"Merciful heavens!" exclaimed Adeline; "how can I retain you in my service? You have belonged to a class—oh! no—it is impossible—impossible!"

"I do not wish to insult your feelings, young woman," said Lord Ravensworth; "especially since you manifest so praiseworthy a desire to retrieve your character. But you must perceive the impossibility, as her ladyship observes, of retaining you in our service. You might be known—recognised——"

"I understand your lordship," interrupted Lydia, bitterly; "I might be recognised as an unhappy creature who had once earned a livelihood by parading the public streets. That is scarcely probable:—I am much changed since then. The kindness of an excellent lady has enabled me to recruit my strength and to recover a healthy appearance. Yes—I must be altered; for your lordship does not perceive in me the poor miserable starving wretch who some few months since accosted her ladyship in Saint James's Street."

"Ah! I recollect," exclaimed the nobleman, as the incident flashed to his mind. "I only observed you for a moment on that occasion; but still—so miserable was your appearance—it made an impression on my mind. Yes—you are indeed changed! Nevertheless, those who saw you in an unhappy career, before you became so reduced as you were on the occasion which you have mentioned, might recognise you. And—pardon my frankness, young woman; but the subject admits not of the measurement of words—what would be thought of me—of my wife—of all the other members of my household——"

"If I were seen in your establishment, your lordship would add," exclaimed Lydia. "I admit the truth of all your lordship states: still my wish to remain a member of that establishment is unchanged. For—as your lordship may have ere now gathered from our conversation—it was her ladyship who first placed me in those paths which led to my ruin; and it must be her ladyship who shall aid me in earning an honourable character once more."

"But this punishment is too severe!" exclaimed Adeline, almost wringing her hands; for she perceived how completely the honour of two families was in Lydia's power.

"Consider, I implore you, the position of my wife," said the nobleman: "in a few weeks she will become a mother!"

"My lord, her ladyship never had any consideration for me, from the first moment that I ceased to be useful to her," returned Lydia, with inexorable firmness; "and I cannot consent to sacrifice what I consider to be my own interests to her ladyship's wishes now."

Then Lydia Hutchinson rose, as if to intimate that her determination was unchangeable; and that obscure girl was enabled to dictate her own terms to the noble peer and the proud peeress.

"It must be so, then—it must be so," said Lord Ravensworth, with a vexation of manner which he could not conceal. "You shall have an apartment in my establishment and handsome wages:—all I exact is that you do not force your attentions on her ladyship save when she demands them."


**Task to carry out**. Transcribe all of the records word for word, but omit the pictures.

**Records excerpted from a collection**.

[Start of Attachment]

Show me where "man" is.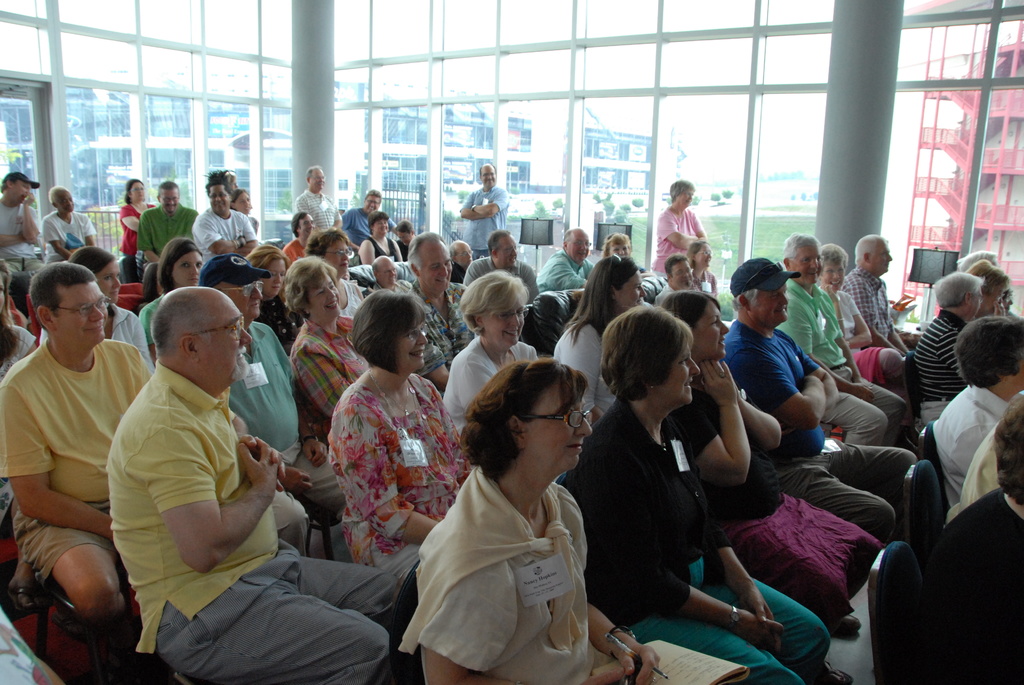
"man" is at {"x1": 775, "y1": 236, "x2": 906, "y2": 445}.
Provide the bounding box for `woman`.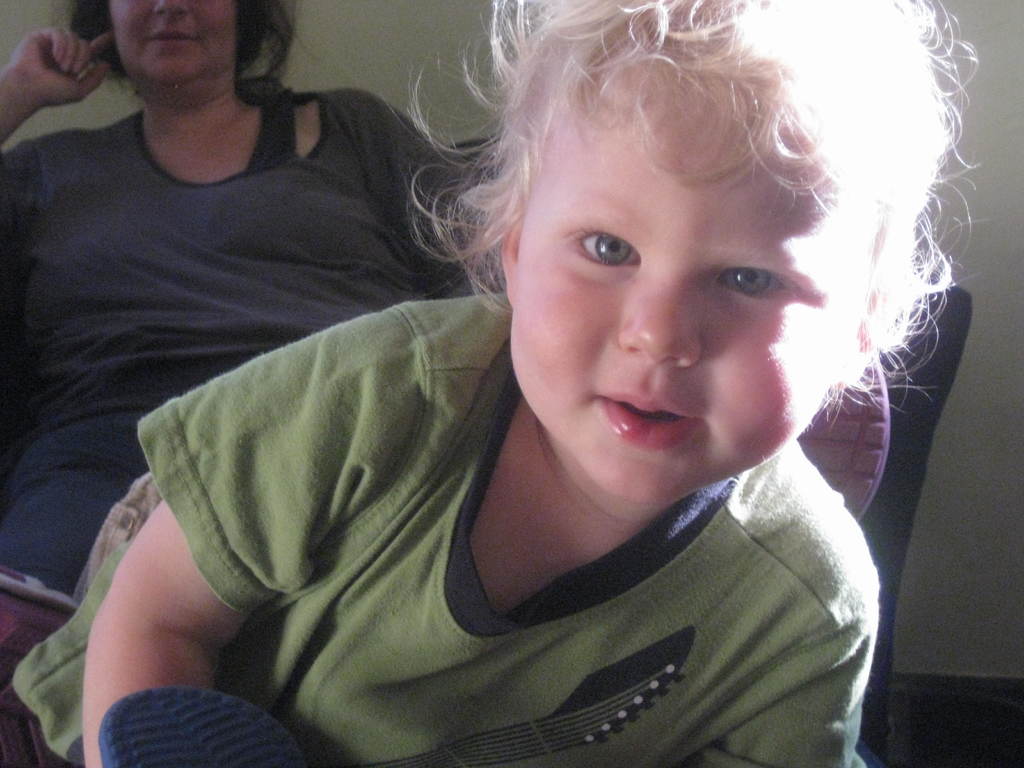
0 0 495 600.
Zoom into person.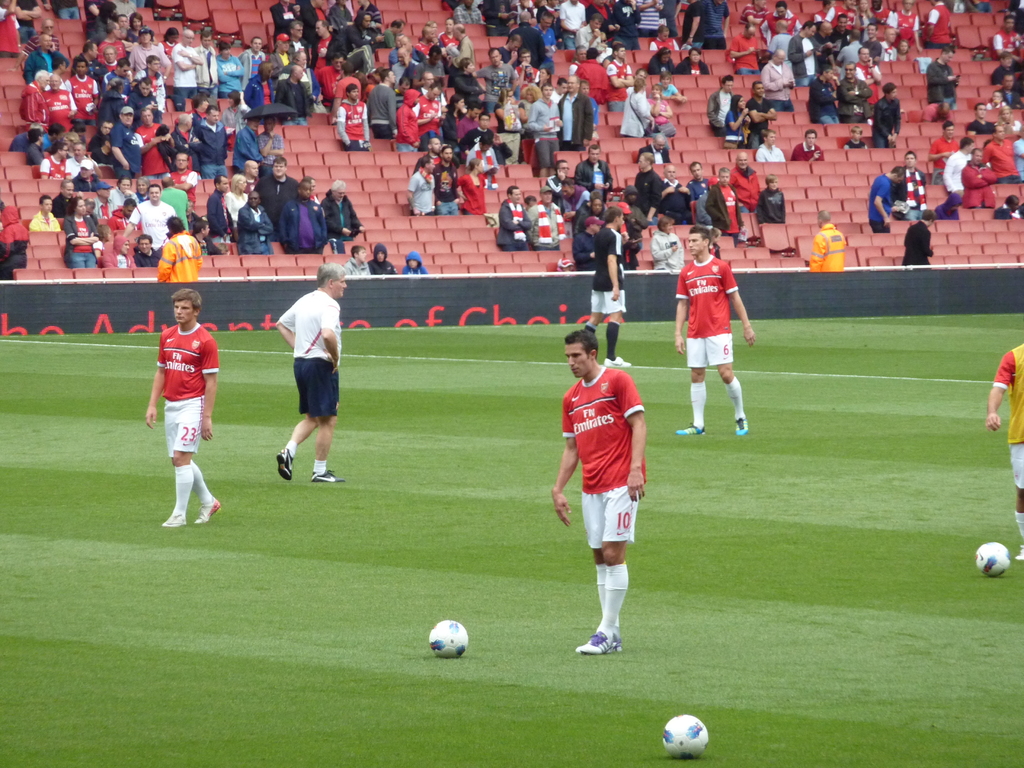
Zoom target: crop(877, 87, 904, 145).
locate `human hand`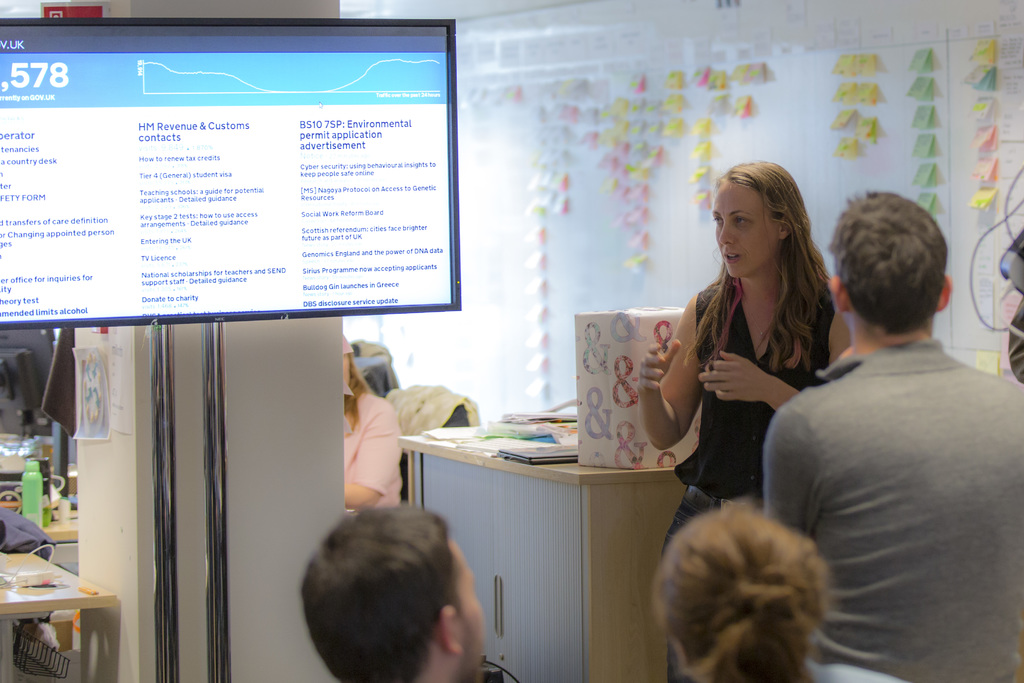
bbox=(698, 349, 770, 406)
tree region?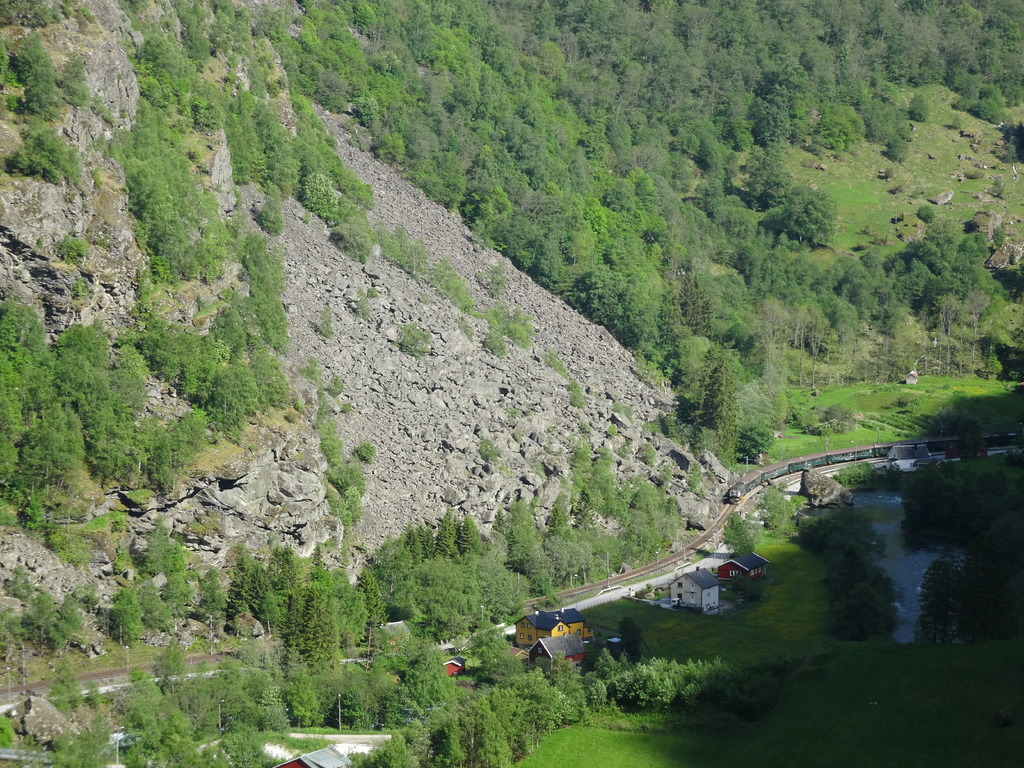
(904, 243, 940, 298)
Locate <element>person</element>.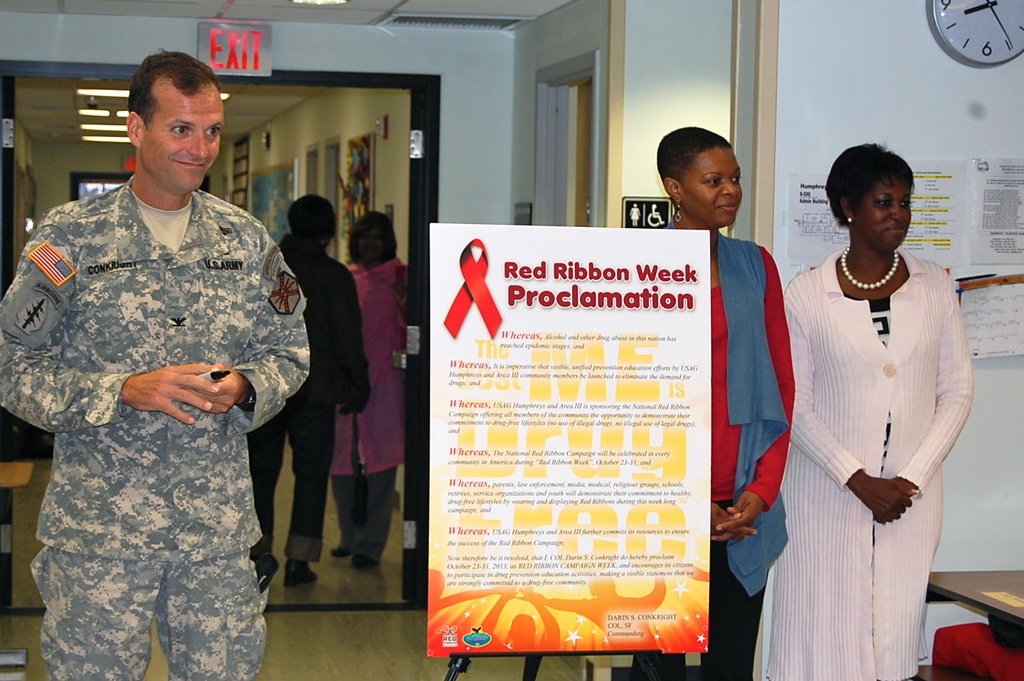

[End of Attachment]

**Result below**.
Show me where "man" is.
"man" is at {"x1": 775, "y1": 236, "x2": 906, "y2": 445}.
Provide the bounding box for `woman`.
0 0 495 600.
Zoom into person.
Zoom target: crop(877, 87, 904, 145).
locate `human hand`
bbox=(698, 349, 770, 406)
tree region?
(904, 243, 940, 298)
Locate <element>person</element>.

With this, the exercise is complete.